Brooklyn museum: Art tours highlight the writing on the wall
Photo by Stefano Giovannini

Feel free to touch the art in this walking tour led by an ex-graffiti artist who is treating the streets of North Brooklyn much the same way vandals do — like an art gallery.

Urban art tour founder David Meade steers patrons through the streets of Williamsburg and Bushwick on separate two-hour weekly excursions to expose raw — and often unsolicited and illegal — public artworks that have popped up on buildings, sidewalks, and street signs over the years.

While some see the works as a blight on the city, Meade considers the art as demarcating decaying areas from the developed, and wants to preserve the acts of creativity while they’re still around.

“Street art can make a statement in neighborhoods that are forgotten or on streets that are left derelict,” said the Williamsburg resident who did graffiti as a teenager on his native streets of the Bronx from the mid ’80 to early ’90s. “The crux of what I’m just trying to do is save and remember all of this art because some of it doesn’t last very long, so it’s exciting when you get a fresh clean piece.”

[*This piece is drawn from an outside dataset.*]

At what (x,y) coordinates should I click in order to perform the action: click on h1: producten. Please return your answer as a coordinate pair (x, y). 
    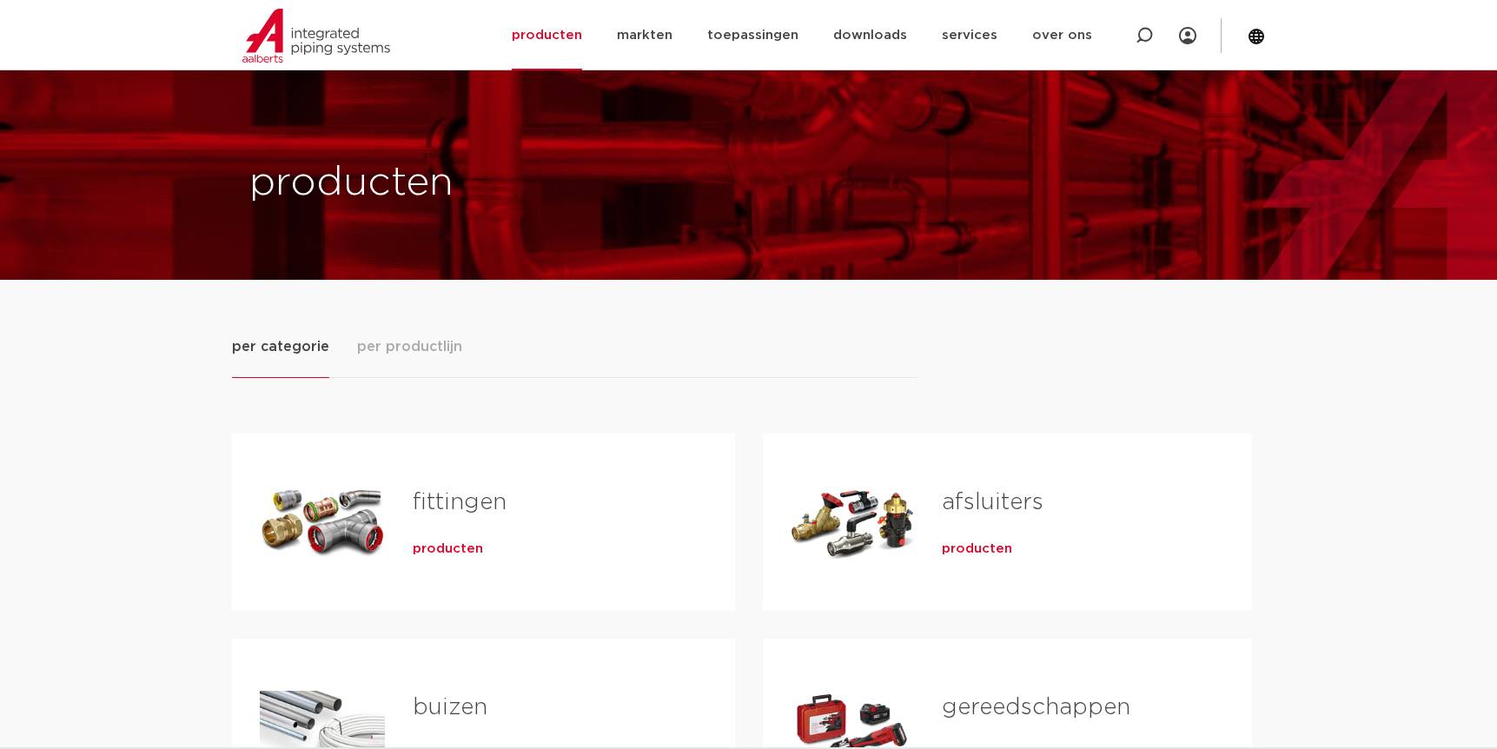
    Looking at the image, I should click on (494, 183).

Meade, who was a former project manager for a construction company until he reinvented himself as a tour guide last year when he was laid off, saw the opportunity to give guided walks around his neighborhood when he saw that people took a strong liking to the street photos he posted using the mobile camera app Instagram.

He eventually expanded the business to Bushwick — a frontier for the spreading art movement, as he describes it.

“Williamsburg has had a vibrant arts culture and has been established. It’s just a powerful experience to walk around and look at all these artifacts of what people have been doing here for the last 10 to 12 years,” he said. “And Bushwick is exciting because it’s where a lot of artists are settling now and sort of discovering for the first time.”

On the tours Meade highlights vibrant street art of various mediums and styles, from traditional murals and free-hand graffiti to studio-prepared works such as drawings on paper that have been wheat-pasted onto walls, stenciled images, and sculptures.

Meade’s tours are not only good for enjoying the visuals, but also learning about the artists behind the works, such as Roa, a Belgium artist who paints large-scale depictions of animals throughout Williamsburg and Bushwick using aerosol paints on the sides of buildings.

On the tours, Meade tries to provide patrons a historical curation of the art — informing walkers about the transition from the spray-painted words of the graffiti movement in the ’70s and ’80s to the more free-form street art culture that emerged in the ’90s — to provide an objective perspective on the otherwise description-less works.

“I certainly try not to have too much of my opinion on the tour — I just try to show what’s there and what I found and uncovered.”

Street Art Walk in Williamsburg and Bushwick (Meet-up locations revealed upon purchase of tickets, www.streetartwalk.com, email hello@streetartwalk.com) Williamsburg tour, Sat., 2:30 pm, Bushwick tour, Sun., 2:30 pm, $20.

Reach reporter Natalie Musumeci at nmusumeci@cnglocal.com or by calling (718) 260-4505. Follow her at twitter.com/souleddout.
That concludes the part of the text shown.